For younger or older men with severe gynecomastia (man boobs), plastic surgery is the only effective option. Regardless of age, the amount of extra skin you have is the single most important determinant of what type of procedure would be effective. Extra skin can not be made to go away, in most cases, by breast tissue or fat removal alone.
In the younger patient, particularly a teenager or in your twenties, the amount of extra skin may be quite small but the breast tissue enlargement is the main problem. In these cases, liposuction alone may be all that is needed to get a flatter chest. You can tell this on your own by looking at your chest and looking at the position of the nipple. If it is in a good position on your chest wall and is located in the center of the enlarged breast mount, then taking down the mound with liposuction alone will probably work well. While there are different types of liposuction techniques, I find that Smartlipo (laser liposuction) works best for me because the heat generated by the laser does a good job of cutting through tough tissue, melting fat, and helps in some skin tightening.
If these is extra skin (as noted by a hanging or low positioned nipple…or if your nipple is pointing downward) then liposuction alone is not going to create the result you are after. It will deflate the balloon, so to speak, but will also cause a greater sag of skin and a nipple that may hang even lower. In teenagers and young men with significant breasts that actually could have a cup size….or in older men where sagging skin is the real culprit, the extra skin must be dealt with through excisional methods.
How to deal with the loose skin is the real art form and expertise of gynecomastia surgery. It is all about the skin removal pattern and what types of scarring can the male patient live with. This is largely determined in my experience by whether one wants to look better in or out of a shirt. Those are very different objectives. These are several main types of gynecomastia skin removals (all of these are done in combination with liposuction to remove breast tissue and fat as well) that either result in a scar above or around the nipple (areola technically) or scars that lie along the lower breast crease and around the nipple. The amount of extra skin and how much the nipple sags determines which method may be better.
How many operations one wants to have will also have a bearing on what method is used. For severe gynecomastias, one operation methods (with more prominent scars) will be different than those who want to limit scarring and are not opposed to going through a staged gynecomastia surgical approach.
Gynecomastia presents in many forms in both young and older men. While simple gynecmastias can be easily treated by liposuction, complex and severe forms of gynecomastia require thoughtful preoperative planning to strike a balance between scarring, number of operations, skin removal methods, and an acceptable final result.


If a line in the listing below includes the string "regular", pull it out.

*** Provided data ***

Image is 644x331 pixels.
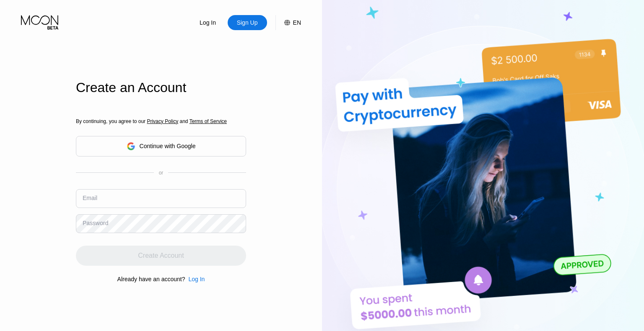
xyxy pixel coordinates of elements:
div: Log In [188,15,228,30]
div: Log In [188,276,204,282]
div: Already have an account? [117,276,186,282]
span: Terms of Service [190,119,227,124]
div: EN [275,15,301,30]
div: Create an Account [76,80,246,96]
span: Privacy Policy [147,119,178,124]
div: Continue with Google [139,142,195,150]
div: Log In [185,276,204,282]
div: or [159,170,163,176]
div: Log In [199,18,217,27]
div: Sign Up [236,18,259,27]
div: Continue with Google [76,136,246,156]
div: Sign Up [228,15,267,30]
div: Email [82,194,97,202]
div: Password [82,220,108,226]
div: EN [293,19,301,26]
span: and [178,119,190,124]
div: By continuing, you agree to our [76,119,246,124]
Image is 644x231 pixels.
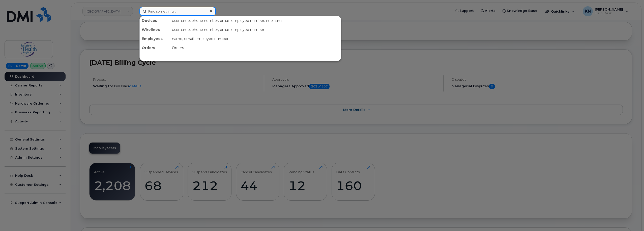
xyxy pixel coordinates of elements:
[140,34,170,43] div: Employees
[622,209,640,227] iframe: Messenger Launcher
[170,43,341,52] div: Orders
[140,7,216,16] input: Find something...
[140,25,170,34] div: Wirelines
[170,34,341,43] div: name, email, employee number
[170,16,341,25] div: username, phone number, email, employee number, imei, sim
[170,25,341,34] div: username, phone number, email, employee number
[140,16,170,25] div: Devices
[140,43,170,52] div: Orders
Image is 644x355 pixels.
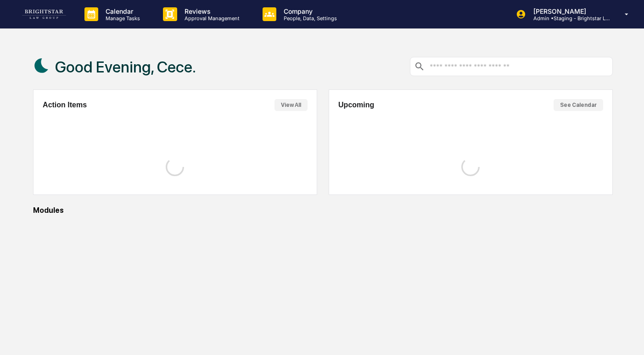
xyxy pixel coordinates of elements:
[33,206,613,214] div: Modules
[338,101,374,109] h2: Upcoming
[98,7,144,15] p: Calendar
[553,99,603,111] button: See Calendar
[177,7,244,15] p: Reviews
[526,15,611,22] p: Admin • Staging - Brightstar Law Group
[177,15,244,22] p: Approval Management
[526,7,611,15] p: [PERSON_NAME]
[22,10,66,19] img: logo
[98,15,144,22] p: Manage Tasks
[276,15,341,22] p: People, Data, Settings
[276,7,341,15] p: Company
[275,99,307,111] button: View All
[43,101,87,109] h2: Action Items
[55,58,196,76] h1: Good Evening, Cece.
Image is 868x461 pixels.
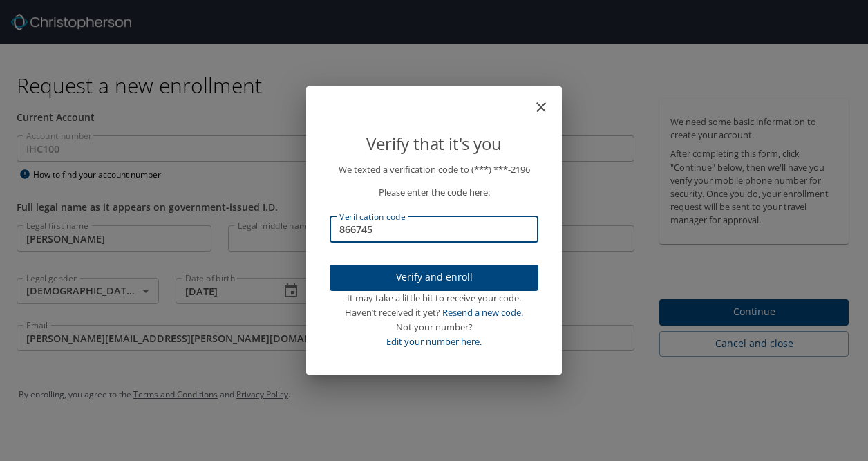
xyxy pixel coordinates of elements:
a: Resend a new code. [442,306,523,319]
div: Haven’t received it yet? [330,305,538,320]
span: Verify and enroll [341,269,527,287]
button: close [539,92,556,108]
p: Verify that it's you [330,131,538,157]
div: It may take a little bit to receive your code. [330,291,538,305]
div: Not your number? [330,320,538,335]
p: Please enter the code here: [330,185,538,200]
a: Edit your number here. [386,335,481,348]
button: Verify and enroll [330,265,538,292]
p: We texted a verification code to (***) ***- 2196 [330,163,538,177]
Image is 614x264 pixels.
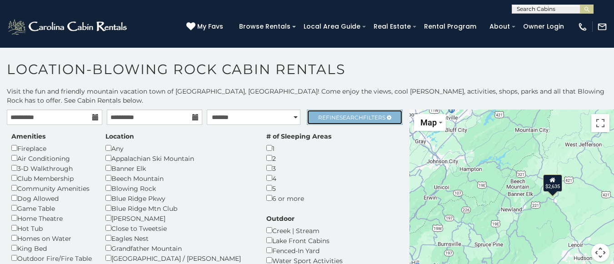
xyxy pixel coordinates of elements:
div: [PERSON_NAME] [105,213,253,223]
span: Map [420,118,437,127]
a: Real Estate [369,20,415,34]
div: Hot Tub [11,223,92,233]
span: Refine Filters [318,114,385,121]
label: Location [105,132,134,141]
div: Fenced-In Yard [266,245,343,255]
div: Community Amenities [11,183,92,193]
a: Rental Program [419,20,481,34]
div: 1 [266,143,331,153]
div: 5 [266,183,331,193]
div: Blowing Rock [105,183,253,193]
div: King Bed [11,243,92,253]
div: [GEOGRAPHIC_DATA] / [PERSON_NAME] [105,253,253,263]
a: RefineSearchFilters [307,110,402,125]
div: Lake Front Cabins [266,235,343,245]
label: # of Sleeping Areas [266,132,331,141]
div: 3-D Walkthrough [11,163,92,173]
div: Dog Allowed [11,193,92,203]
div: Close to Tweetsie [105,223,253,233]
img: mail-regular-white.png [597,22,607,32]
button: Toggle fullscreen view [591,114,609,132]
div: 2 [266,153,331,163]
div: 3 [266,163,331,173]
div: Grandfather Mountain [105,243,253,253]
div: Homes on Water [11,233,92,243]
div: 6 or more [266,193,331,203]
div: Blue Ridge Pkwy [105,193,253,203]
a: Browse Rentals [234,20,295,34]
div: Eagles Nest [105,233,253,243]
div: $2,635 [543,174,562,191]
a: About [485,20,514,34]
label: Outdoor [266,214,294,223]
div: 4 [266,173,331,183]
button: Map camera controls [591,244,609,262]
div: Appalachian Ski Mountain [105,153,253,163]
span: My Favs [197,22,223,31]
label: Amenities [11,132,45,141]
a: Local Area Guide [299,20,365,34]
div: Any [105,143,253,153]
span: Search [339,114,363,121]
div: Home Theatre [11,213,92,223]
div: Air Conditioning [11,153,92,163]
div: Banner Elk [105,163,253,173]
button: Change map style [414,114,446,131]
div: Beech Mountain [105,173,253,183]
a: My Favs [186,22,225,32]
div: Creek | Stream [266,225,343,235]
div: Club Membership [11,173,92,183]
img: phone-regular-white.png [578,22,588,32]
div: Game Table [11,203,92,213]
img: White-1-2.png [7,18,130,36]
div: Fireplace [11,143,92,153]
div: Outdoor Fire/Fire Table [11,253,92,263]
div: Blue Ridge Mtn Club [105,203,253,213]
a: Owner Login [519,20,568,34]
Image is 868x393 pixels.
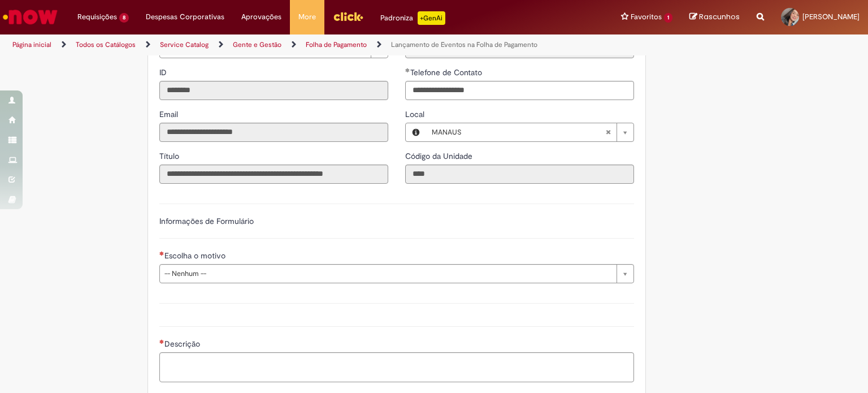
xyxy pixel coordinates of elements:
ul: Trilhas de página [8,35,570,56]
input: Email [159,122,389,142]
span: Despesas Corporativas [146,11,225,23]
span: Telefone de Contato [410,67,484,77]
input: Código da Unidade [405,165,634,183]
span: Necessários [159,251,165,255]
span: Local [405,109,427,119]
a: Página inicial [13,40,51,49]
a: Rascunhos [689,12,739,23]
span: -- Nenhum -- [165,265,611,283]
span: More [298,11,316,23]
span: Favoritos [631,11,661,23]
span: Aprovações [241,11,281,23]
span: 1 [664,13,673,23]
label: Informações de Formulário [159,216,254,226]
span: Necessários [159,339,165,343]
a: Gente e Gestão [233,40,281,49]
span: Somente leitura - Código da Unidade [405,151,475,161]
a: Folha de Pagamento [306,40,367,49]
span: [PERSON_NAME] [803,12,860,22]
input: Título [159,165,389,183]
span: Obrigatório Preenchido [405,68,410,72]
abbr: Limpar campo Local [600,123,616,141]
a: Todos os Catálogos [76,40,135,49]
label: Somente leitura - Título [159,150,181,162]
textarea: Descrição [159,352,634,382]
a: Service Catalog [160,40,208,49]
span: Somente leitura - Email [159,109,180,119]
span: Escolha o motivo [165,250,228,261]
input: ID [159,81,389,100]
p: +GenAi [418,11,445,25]
span: Requisições [77,11,117,23]
span: MANAUS [431,123,605,141]
img: click_logo_yellow_360x200.png [333,8,363,25]
label: Somente leitura - Email [159,108,180,119]
input: Telefone de Contato [405,81,634,100]
span: Rascunhos [699,11,739,22]
label: Somente leitura - Código da Unidade [405,150,475,162]
div: Padroniza [380,11,445,25]
a: Lançamento de Eventos na Folha de Pagamento [391,40,537,49]
button: Local, Visualizar este registro MANAUS [406,123,426,141]
span: Somente leitura - Título [159,151,181,161]
img: ServiceNow [2,6,59,29]
span: Descrição [165,338,202,349]
a: MANAUSLimpar campo Local [426,123,634,141]
span: Somente leitura - ID [159,67,169,77]
span: 8 [119,13,129,23]
label: Somente leitura - ID [159,67,169,78]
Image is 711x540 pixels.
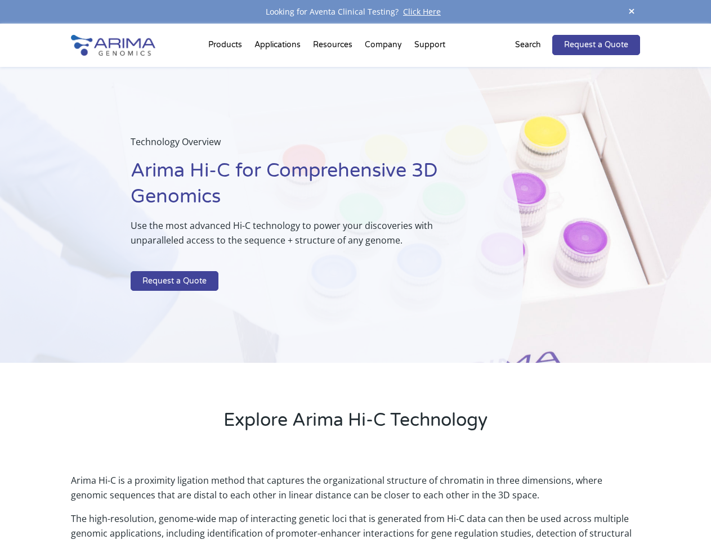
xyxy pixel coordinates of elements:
a: Click Here [398,6,445,17]
h2: Explore Arima Hi-C Technology [71,408,639,442]
img: Arima-Genomics-logo [71,35,155,56]
a: Request a Quote [552,35,640,55]
p: Technology Overview [131,134,466,158]
p: Search [515,38,541,52]
p: Arima Hi-C is a proximity ligation method that captures the organizational structure of chromatin... [71,473,639,512]
h1: Arima Hi-C for Comprehensive 3D Genomics [131,158,466,218]
div: Looking for Aventa Clinical Testing? [71,5,639,19]
p: Use the most advanced Hi-C technology to power your discoveries with unparalleled access to the s... [131,218,466,257]
a: Request a Quote [131,271,218,291]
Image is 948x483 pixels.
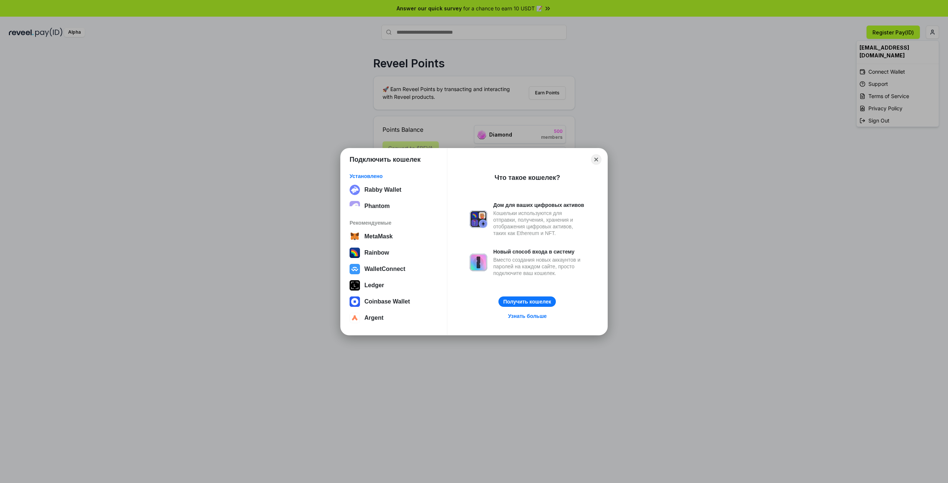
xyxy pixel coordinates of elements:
[364,266,406,273] div: WalletConnect
[350,155,421,164] h1: Подключить кошелек
[350,220,438,226] div: Рекомендуемые
[347,229,440,244] button: MetaMask
[493,210,585,237] div: Кошельки используются для отправки, получения, хранения и отображения цифровых активов, таких как...
[503,299,551,305] div: Получить кошелек
[504,311,551,321] a: Узнать больше
[493,257,585,277] div: Вместо создания новых аккаунтов и паролей на каждом сайте, просто подключите ваш кошелек.
[498,297,556,307] button: Получить кошелек
[347,311,440,326] button: Argent
[364,299,410,305] div: Coinbase Wallet
[347,278,440,293] button: Ledger
[347,183,440,197] button: Rabby Wallet
[495,173,560,182] div: Что такое кошелек?
[347,294,440,309] button: Coinbase Wallet
[347,262,440,277] button: WalletConnect
[364,282,384,289] div: Ledger
[364,203,390,210] div: Phantom
[493,202,585,209] div: Дом для ваших цифровых активов
[350,297,360,307] img: svg+xml,%3Csvg%20width%3D%2228%22%20height%3D%2228%22%20viewBox%3D%220%200%2028%2028%22%20fill%3D...
[470,254,487,271] img: svg+xml,%3Csvg%20xmlns%3D%22http%3A%2F%2Fwww.w3.org%2F2000%2Fsvg%22%20fill%3D%22none%22%20viewBox...
[350,185,360,195] img: svg+xml;base64,PHN2ZyB3aWR0aD0iMzIiIGhlaWdodD0iMzIiIHZpZXdCb3g9IjAgMCAzMiAzMiIgZmlsbD0ibm9uZSIgeG...
[364,187,401,193] div: Rabby Wallet
[347,199,440,214] button: Phantom
[350,264,360,274] img: svg+xml,%3Csvg%20width%3D%2228%22%20height%3D%2228%22%20viewBox%3D%220%200%2028%2028%22%20fill%3D...
[493,249,585,255] div: Новый способ входа в систему
[470,210,487,228] img: svg+xml,%3Csvg%20xmlns%3D%22http%3A%2F%2Fwww.w3.org%2F2000%2Fsvg%22%20fill%3D%22none%22%20viewBox...
[350,280,360,291] img: svg+xml,%3Csvg%20xmlns%3D%22http%3A%2F%2Fwww.w3.org%2F2000%2Fsvg%22%20width%3D%2228%22%20height%3...
[364,250,389,256] div: Rainbow
[591,154,601,165] button: Close
[350,231,360,242] img: svg+xml,%3Csvg%20width%3D%2228%22%20height%3D%2228%22%20viewBox%3D%220%200%2028%2028%22%20fill%3D...
[347,246,440,260] button: Rainbow
[508,313,547,320] div: Узнать больше
[350,201,360,211] img: epq2vO3P5aLWl15yRS7Q49p1fHTx2Sgh99jU3kfXv7cnPATIVQHAx5oQs66JWv3SWEjHOsb3kKgmE5WNBxBId7C8gm8wEgOvz...
[350,173,438,180] div: Установлено
[350,313,360,323] img: svg+xml,%3Csvg%20width%3D%2228%22%20height%3D%2228%22%20viewBox%3D%220%200%2028%2028%22%20fill%3D...
[364,315,384,321] div: Argent
[350,248,360,258] img: svg+xml,%3Csvg%20width%3D%22120%22%20height%3D%22120%22%20viewBox%3D%220%200%20120%20120%22%20fil...
[364,233,393,240] div: MetaMask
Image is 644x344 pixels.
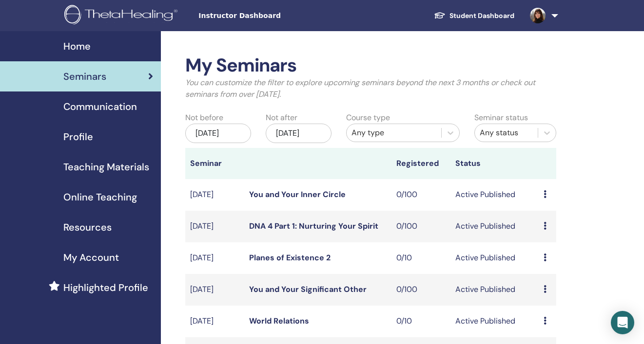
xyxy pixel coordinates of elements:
[480,127,533,139] div: Any status
[185,54,556,77] h2: My Seminars
[185,112,223,124] label: Not before
[63,99,137,114] span: Communication
[474,112,528,124] label: Seminar status
[249,316,309,326] a: World Relations
[450,306,539,337] td: Active Published
[530,8,546,23] img: default.jpg
[63,280,148,295] span: Highlighted Profile
[185,306,245,337] td: [DATE]
[391,243,450,274] td: 0/10
[63,250,119,265] span: My Account
[198,11,344,21] span: Instructor Dashboard
[249,253,330,263] a: Planes of Existence 2
[391,306,450,337] td: 0/10
[426,7,522,25] a: Student Dashboard
[450,243,539,274] td: Active Published
[266,112,297,124] label: Not after
[450,148,539,179] th: Status
[249,189,346,200] a: You and Your Inner Circle
[249,221,378,231] a: DNA 4 Part 1: Nurturing Your Spirit
[391,179,450,211] td: 0/100
[450,274,539,306] td: Active Published
[185,211,245,243] td: [DATE]
[185,77,556,100] p: You can customize the filter to explore upcoming seminars beyond the next 3 months or check out s...
[346,112,390,124] label: Course type
[249,285,366,295] a: You and Your Significant Other
[63,220,112,235] span: Resources
[450,179,539,211] td: Active Published
[63,69,106,84] span: Seminars
[434,11,446,20] img: graduation-cap-white.svg
[352,127,437,139] div: Any type
[266,124,331,143] div: [DATE]
[185,148,245,179] th: Seminar
[63,130,93,144] span: Profile
[185,243,245,274] td: [DATE]
[611,311,634,334] div: Open Intercom Messenger
[391,211,450,243] td: 0/100
[450,211,539,243] td: Active Published
[185,124,251,143] div: [DATE]
[185,179,245,211] td: [DATE]
[391,274,450,306] td: 0/100
[65,5,181,27] img: logo.png
[63,190,137,205] span: Online Teaching
[63,39,90,54] span: Home
[391,148,450,179] th: Registered
[63,160,149,175] span: Teaching Materials
[185,274,245,306] td: [DATE]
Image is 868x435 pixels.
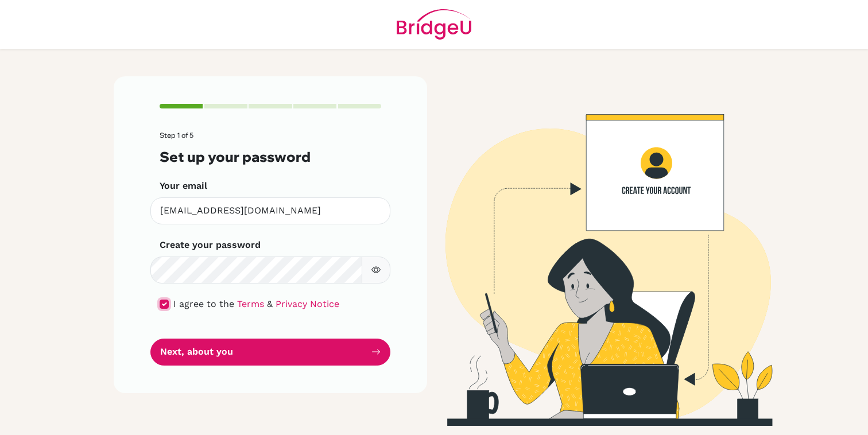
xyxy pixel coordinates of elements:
[276,299,339,309] a: Privacy Notice
[267,299,273,309] span: &
[150,339,390,366] button: Next, about you
[160,239,261,252] label: Create your password
[150,198,390,224] input: Insert your email*
[160,179,208,193] label: Your email
[160,149,381,165] h3: Set up your password
[173,299,234,309] span: I agree to the
[237,299,264,309] a: Terms
[160,131,193,140] span: Step 1 of 5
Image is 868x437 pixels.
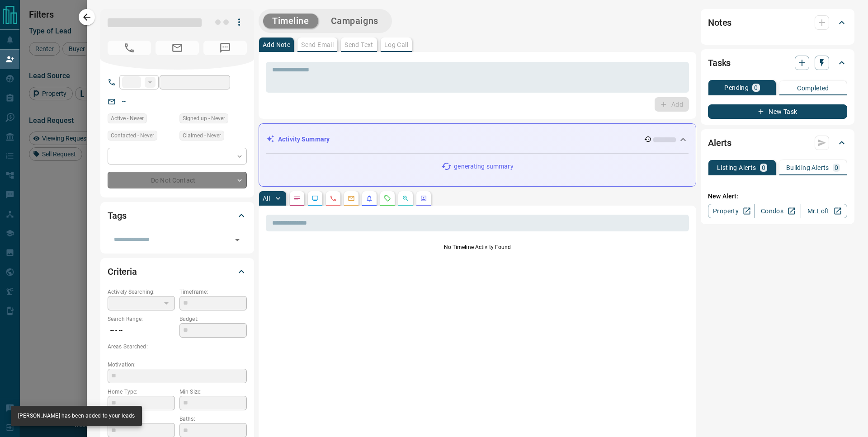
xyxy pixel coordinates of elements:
[263,42,290,48] p: Add Note
[179,388,247,396] p: Min Size:
[155,41,199,55] span: No Email
[111,131,154,140] span: Contacted - Never
[108,343,247,351] p: Areas Searched:
[108,288,175,296] p: Actively Searching:
[183,114,225,123] span: Signed up - Never
[708,204,754,219] a: Property
[330,195,337,202] svg: Calls
[311,195,319,202] svg: Lead Browsing Activity
[708,132,847,154] div: Alerts
[708,15,732,30] h2: Notes
[263,196,270,202] p: All
[708,11,847,33] div: Notes
[204,41,247,55] span: No Number
[108,264,137,279] h2: Criteria
[708,136,732,150] h2: Alerts
[266,131,689,148] div: Activity Summary
[708,104,847,119] button: New Task
[266,243,689,251] p: No Timeline Activity Found
[347,195,355,202] svg: Emails
[111,114,144,123] span: Active - Never
[366,195,373,202] svg: Listing Alerts
[708,192,847,201] p: New Alert:
[108,261,247,283] div: Criteria
[294,195,300,202] svg: Notes
[754,204,800,219] a: Condos
[122,97,126,105] a: --
[834,165,838,171] p: 0
[800,204,847,219] a: Mr.Loft
[708,52,847,74] div: Tasks
[108,208,126,223] h2: Tags
[108,388,175,396] p: Home Type:
[18,409,135,424] div: [PERSON_NAME] has been added to your leads
[717,165,756,171] p: Listing Alerts
[278,135,330,145] p: Activity Summary
[384,195,391,202] svg: Requests
[108,315,175,323] p: Search Range:
[420,195,427,202] svg: Agent Actions
[797,85,829,91] p: Completed
[708,56,730,70] h2: Tasks
[179,315,247,323] p: Budget:
[754,84,757,91] p: 0
[786,165,829,171] p: Building Alerts
[108,172,247,189] div: Do Not Contact
[108,41,151,55] span: No Number
[322,14,388,29] button: Campaigns
[724,84,749,91] p: Pending
[179,288,247,296] p: Timeframe:
[402,195,409,202] svg: Opportunities
[183,131,221,140] span: Claimed - Never
[263,14,318,29] button: Timeline
[108,361,247,369] p: Motivation:
[108,323,175,338] p: -- - --
[108,205,247,227] div: Tags
[179,415,247,423] p: Baths:
[454,162,513,171] p: generating summary
[231,234,244,247] button: Open
[761,165,765,171] p: 0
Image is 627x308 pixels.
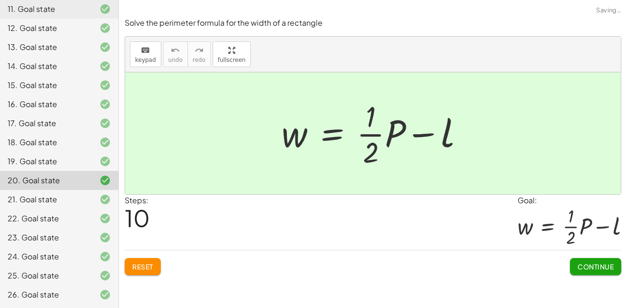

***

● **Exercise output**
img: mail-regular-white.png [597,22,607,32]
img: phone-regular-white.png [578,22,588,32]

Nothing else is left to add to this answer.